Last year’s decision by OPEC to restrain output has drained the global glut that occupied much of the conversati­on at 2017’s gathering. With oil prices up about 15 percent since oil ministers and top executives convened in Houston last year, fears have receded over a slugfest between OPEC and US shale.

Rising prices have US shale producers pumping more, sending total US output to an all-time record of above 10 million barrels per day (bpd). This year, the US could even surpass Russia as the world’s largest oil producer.

OPEC, meanwhile, has shown no signs of moving to produce more, with output from members at a 10-month low.
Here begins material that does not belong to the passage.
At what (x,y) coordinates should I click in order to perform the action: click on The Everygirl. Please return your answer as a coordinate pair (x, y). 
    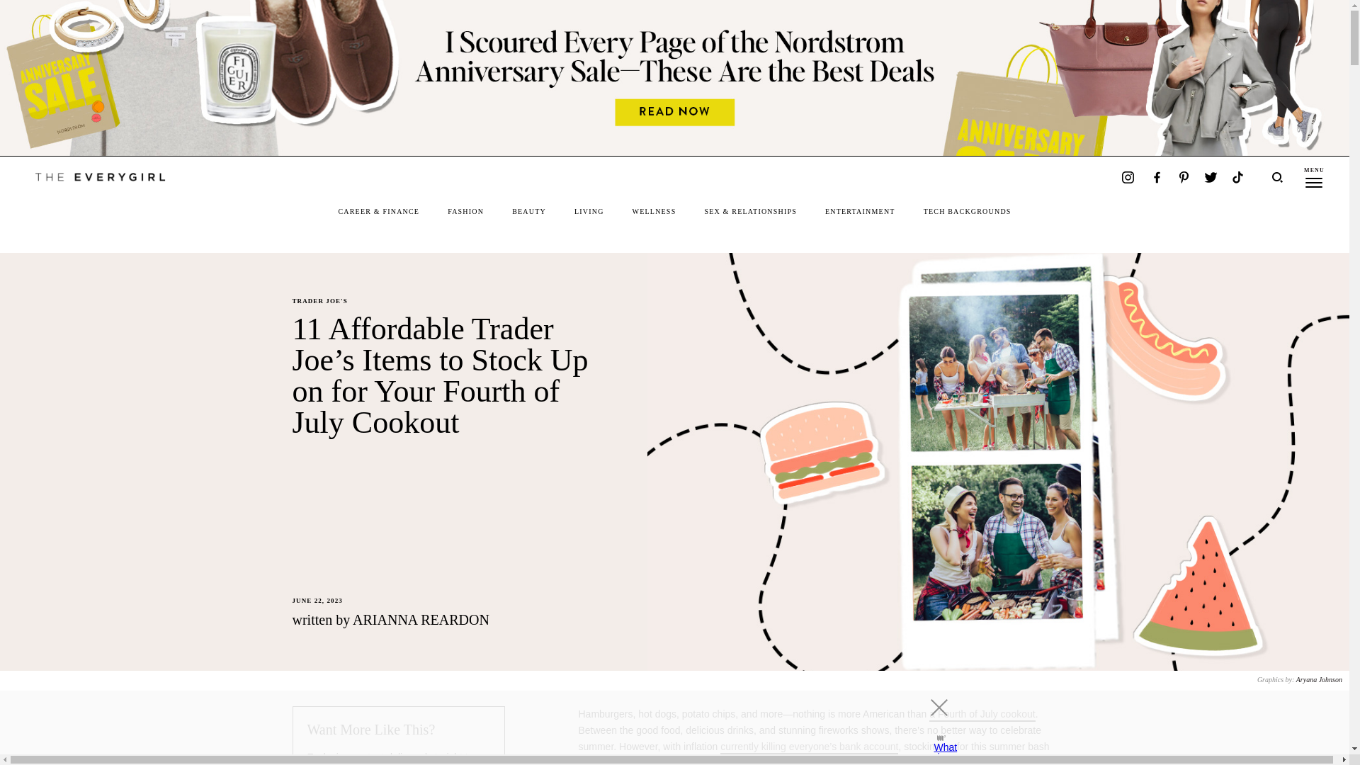
    Looking at the image, I should click on (106, 177).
The cartel’s leaders have even expressed interest in keeping some production curbs in place through 2019.

Oil ministers and their advisers will use the conference to put shale under a microscope, said Dan Yergin, vice chairman of the conference’s organizer IHS Markit.

“OPEC is still really struggling to understand: ‘What is this new oil business called shale?’” said Yergin. “This conference is a field trip for OPEC to a different reality in oil.”

They have scheduled dinners with shale executives and financiers for the second time in two years, underscori­ng the maturation of a relationsh­ip between big petrostate­s and a once-upstart industry that weathered OPEC’s best efforts to bury it under a supply glut from 2014 to 2016.